The “Mortgage Rate Lock-In” Problem
This is the single biggest factor working against cash-out refinancing right now for many homeowners: if you locked in a mortgage rate meaningfully below current market rates, a cash-out refinance means refinancing your entire loan balance at today’s rate — not just the new cash you’re pulling out. Losing a well-below-market rate on, say, a $300,000 remaining balance to access $20,000 in cash can cost far more in increased interest over time than the $20,000 was ever going to cost via a personal loan, even at a higher personal-loan rate. This makes the “compare the two rates” framing incomplete — the relevant comparison is often the blended cost of refinancing your whole mortgage versus keeping it and taking a separate personal loan.
Side-by-Side Cost Example
Say you have a $250,000 mortgage balance at a 4% rate (locked in previously), and you want to pull out $30,000 to pay off debt.
Option A — Cash-out refinance to a $280,000 mortgage at a current market rate of 7%: you’re not just paying 7% on the new $30,000 — you’re now paying 7% instead of 4% on the entire $280,000, which over a 30-year term can add tens of thousands of dollars in interest compared to keeping your original 4% mortgage, even after accounting for the debt payoff benefit.

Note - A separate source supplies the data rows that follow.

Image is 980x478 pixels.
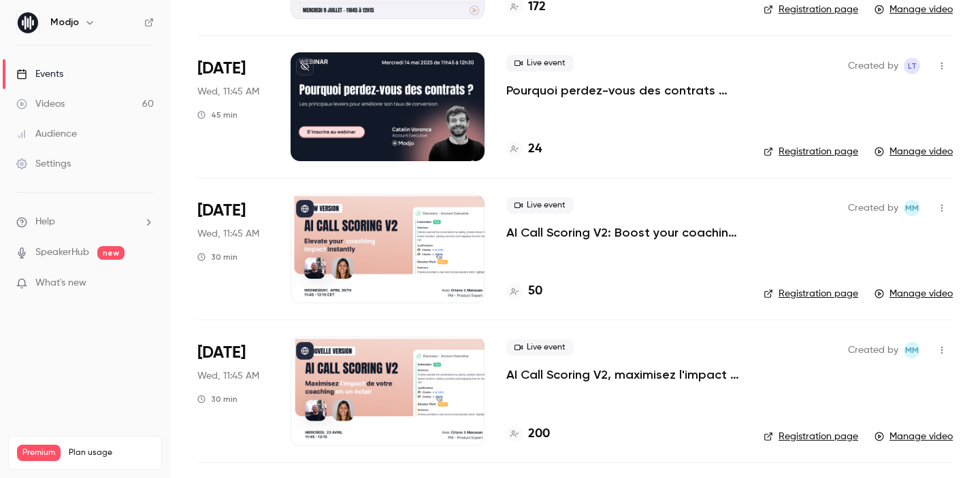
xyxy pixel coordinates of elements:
h4: 50 [528,282,543,301]
span: Created by [848,58,898,74]
div: Apr 30 Wed, 11:45 AM (Europe/Paris) [197,194,269,303]
a: AI Call Scoring V2, maximisez l'impact de votre coaching en un éclair [506,366,742,383]
a: Manage video [874,287,953,301]
a: Manage video [874,430,953,443]
span: Created by [848,342,898,358]
a: Manage video [874,145,953,158]
div: Videos [16,98,65,110]
div: Events [16,68,63,81]
span: MM [905,200,919,216]
h6: Modjo [51,16,79,29]
a: Manage video [874,3,953,16]
span: Help [35,215,55,229]
span: Live event [506,197,573,213]
a: Registration page [764,287,858,301]
span: [DATE] [197,58,246,80]
img: Modjo [17,12,39,33]
li: help-dropdown-opener [16,215,154,229]
h4: 200 [528,425,549,443]
a: AI Call Scoring V2: Boost your coaching impact in no time [506,224,742,241]
span: Wed, 11:45 AM [197,227,259,241]
span: [DATE] [197,200,246,222]
span: Marouan M'Kacher [904,200,920,216]
div: 45 min [197,110,237,120]
div: Apr 23 Wed, 11:45 AM (Europe/Paris) [197,336,269,445]
a: 24 [506,140,542,158]
span: Premium [17,445,61,461]
div: May 14 Wed, 11:45 AM (Europe/Paris) [197,53,269,161]
div: 30 min [197,393,237,404]
a: 200 [506,425,549,443]
a: Registration page [764,430,858,443]
div: 30 min [197,252,237,263]
span: Louise TEMPELGOF [904,58,920,74]
span: LT [908,58,917,74]
iframe: Noticeable Trigger [137,278,154,290]
div: Settings [16,157,71,170]
span: [DATE] [197,342,246,363]
a: SpeakerHub [35,245,89,260]
span: Marouan M'Kacher [904,342,920,358]
span: Live event [506,55,573,72]
span: What's new [35,276,87,290]
span: new [98,246,124,260]
a: Registration page [764,3,858,16]
div: Audience [16,127,77,140]
a: Registration page [764,145,858,158]
span: Plan usage [69,447,153,458]
span: MM [905,342,919,358]
span: Wed, 11:45 AM [197,369,259,383]
h4: 24 [528,140,542,158]
span: Live event [506,339,573,355]
span: Wed, 11:45 AM [197,85,259,99]
a: 50 [506,282,543,301]
a: Pourquoi perdez-vous des contrats face à vos concurrents ? [506,83,742,99]
span: Created by [848,200,898,216]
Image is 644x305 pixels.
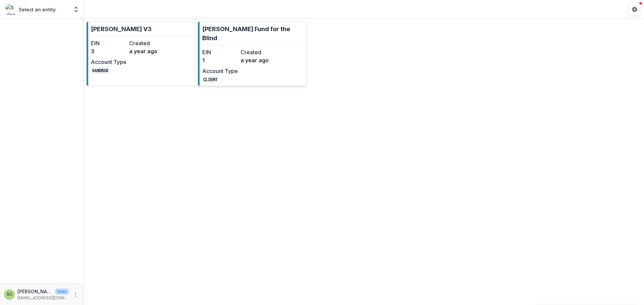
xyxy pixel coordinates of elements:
[7,293,12,297] div: Sandra Ching
[129,47,165,55] dd: a year ago
[18,288,52,296] p: [PERSON_NAME]
[202,67,238,75] dt: Account Type
[72,3,81,16] button: Open entity switcher
[202,56,238,64] dd: 1
[241,56,276,64] dd: a year ago
[19,6,55,13] p: Select an entity
[86,22,195,86] a: [PERSON_NAME] V3EIN3Createda year agoAccount TypeSANDBOX
[18,296,69,301] p: [EMAIL_ADDRESS][DOMAIN_NAME]
[202,76,218,83] code: CLIENT
[241,49,276,56] dt: Created
[198,22,307,86] a: [PERSON_NAME] Fund for the BlindEIN1Createda year agoAccount TypeCLIENT
[91,24,151,34] p: [PERSON_NAME] V3
[91,39,126,47] dt: EIN
[5,4,16,15] img: Select an entity
[91,67,109,74] code: SANDBOX
[202,24,303,43] p: [PERSON_NAME] Fund for the Blind
[129,39,165,47] dt: Created
[91,58,126,66] dt: Account Type
[202,49,238,56] dt: EIN
[72,291,80,299] button: More
[628,3,641,16] button: Get Help
[55,289,69,295] p: User
[91,47,126,55] dd: 3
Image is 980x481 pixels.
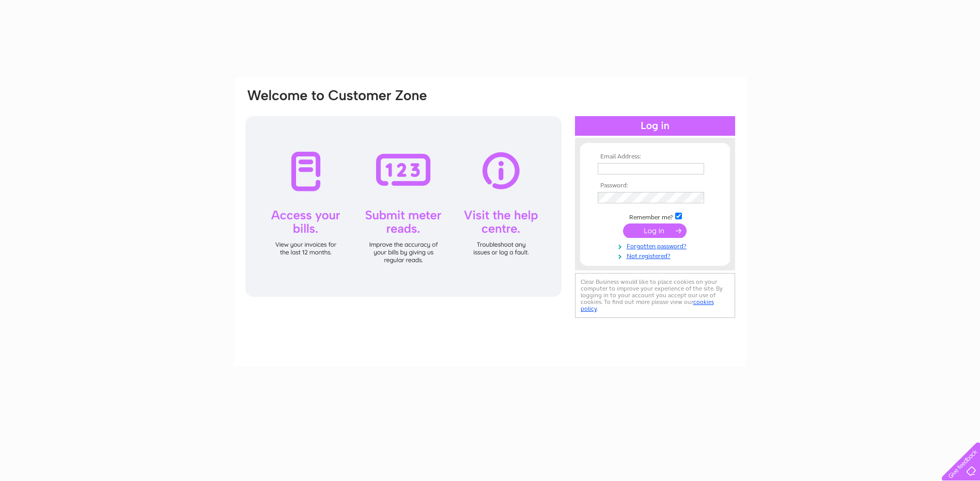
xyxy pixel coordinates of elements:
[581,299,714,312] a: cookies policy
[575,273,735,318] div: Clear Business would like to place cookies on your computer to improve your experience of the sit...
[595,153,715,160] th: Email Address:
[623,224,686,238] input: Submit
[597,250,715,260] a: Not registered?
[597,241,715,250] a: Forgotten password?
[595,182,715,189] th: Password:
[595,211,715,222] td: Remember me?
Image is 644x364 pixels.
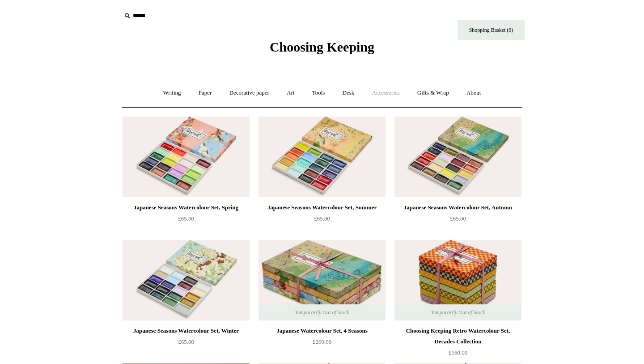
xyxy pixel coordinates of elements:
[259,240,385,320] a: Japanese Watercolour Set, 4 Seasons Japanese Watercolour Set, 4 Seasons Temporarily Out of Stock
[397,325,520,346] div: Choosing Keeping Retro Watercolour Set, Decades Collection
[155,81,189,105] a: Writing
[125,202,248,213] div: Japanese Seasons Watercolour Set, Spring
[450,215,466,221] span: £65.00
[190,81,220,105] a: Paper
[313,338,331,345] span: £260.00
[125,325,248,336] div: Japanese Seasons Watercolour Set, Winter
[335,81,363,105] a: Desk
[123,116,249,197] a: Japanese Seasons Watercolour Set, Spring Japanese Seasons Watercolour Set, Spring
[286,304,358,320] span: Temporarily Out of Stock
[395,325,521,361] a: Choosing Keeping Retro Watercolour Set, Decades Collection £160.00
[123,325,249,361] a: Japanese Seasons Watercolour Set, Winter £65.00
[123,116,249,197] img: Japanese Seasons Watercolour Set, Spring
[178,338,194,345] span: £65.00
[395,116,521,197] img: Japanese Seasons Watercolour Set, Autumn
[269,39,375,54] span: Choosing Keeping
[365,81,408,105] a: Accessories
[279,81,303,105] a: Art
[123,240,249,320] a: Japanese Seasons Watercolour Set, Winter Japanese Seasons Watercolour Set, Winter
[459,81,490,105] a: About
[395,240,521,320] img: Choosing Keeping Retro Watercolour Set, Decades Collection
[178,215,194,221] span: £65.00
[123,202,249,239] a: Japanese Seasons Watercolour Set, Spring £65.00
[269,47,375,53] a: Choosing Keeping
[458,20,525,40] a: Shopping Basket (0)
[395,240,521,320] a: Choosing Keeping Retro Watercolour Set, Decades Collection Choosing Keeping Retro Watercolour Set...
[261,202,384,213] div: Japanese Seasons Watercolour Set, Summer
[314,215,330,221] span: £65.00
[397,202,520,213] div: Japanese Seasons Watercolour Set, Autumn
[449,349,467,356] span: £160.00
[221,81,278,105] a: Decorative paper
[259,240,385,320] img: Japanese Watercolour Set, 4 Seasons
[123,240,249,320] img: Japanese Seasons Watercolour Set, Winter
[261,325,384,336] div: Japanese Watercolour Set, 4 Seasons
[422,304,494,320] span: Temporarily Out of Stock
[395,202,521,239] a: Japanese Seasons Watercolour Set, Autumn £65.00
[259,202,385,239] a: Japanese Seasons Watercolour Set, Summer £65.00
[259,116,385,197] img: Japanese Seasons Watercolour Set, Summer
[410,81,457,105] a: Gifts & Wrap
[304,81,334,105] a: Tools
[259,116,385,197] a: Japanese Seasons Watercolour Set, Summer Japanese Seasons Watercolour Set, Summer
[259,325,385,361] a: Japanese Watercolour Set, 4 Seasons £260.00
[395,116,521,197] a: Japanese Seasons Watercolour Set, Autumn Japanese Seasons Watercolour Set, Autumn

Option B — Personal loan for $30,000, 5-year term, 14% APR: total interest ≈ $11,600, and your existing 4% mortgage stays untouched.
In this scenario — a large existing rate gap between your current mortgage and today’s market — the personal loan is very likely cheaper overall, despite its higher headline rate, because it doesn’t disturb the much larger, much cheaper mortgage balance.
Option C — No existing rate advantage (say your current mortgage is already at 7%, similar to today’s market): here, a cash-out refinance to access $30,000 at ~7% can be meaningfully cheaper than a 14% personal loan, since there’s no “lock-in” being sacrificed.
Questions to Ask Yourself Before Choosing
- What’s my current mortgage rate compared to today’s market rate? A large gap strongly favors a personal loan over a refinance.
- How much equity do I have, and does the debt amount justify refinance closing costs?
- How quickly do I need the funds? A personal loan is dramatically faster.
- Am I comfortable extending my mortgage repayment timeline to consolidate debt into a 15- or 30-year secured loan?
- Have I calculated the blended cost of refinancing my entire mortgage, not just the rate on the new cash-out portion?
Mistakes to Avoid With Either Option
- Comparing only the cash-out refinance rate against the personal loan rate, without accounting for what happens to the rest of your existing mortgage balance.
- Ignoring closing costs, which can erase much of the interest savings on a smaller cash-out amount.
- Extending your mortgage term significantly to pay off a relatively small debt, turning short-term debt into decades of additional interest.
- Not checking whether your current mortgage rate is below market before assuming a refinance is automatically cheaper.
- Using either option to pay off debt without addressing the spending habits that created it, which risks ending up with new unsecured debt on top of a refinanced or expanded loan.
Bottom Line
A cash-out refinance can offer a lower rate on debt payoff, but only makes sense once you account for what happens to your entire existing mortgage balance — if you have a well-below-market rate locked in, refinancing to access relatively modest cash can cost more overall than a higher-rate personal loan. A personal loan is faster, doesn’t touch your mortgage, and is often the better choice for moderate debt amounts or when your existing mortgage rate is a rate worth protecting. Run the blended math before assuming the lower headline rate is the cheaper option. This article is general information, not a personalized recommendation.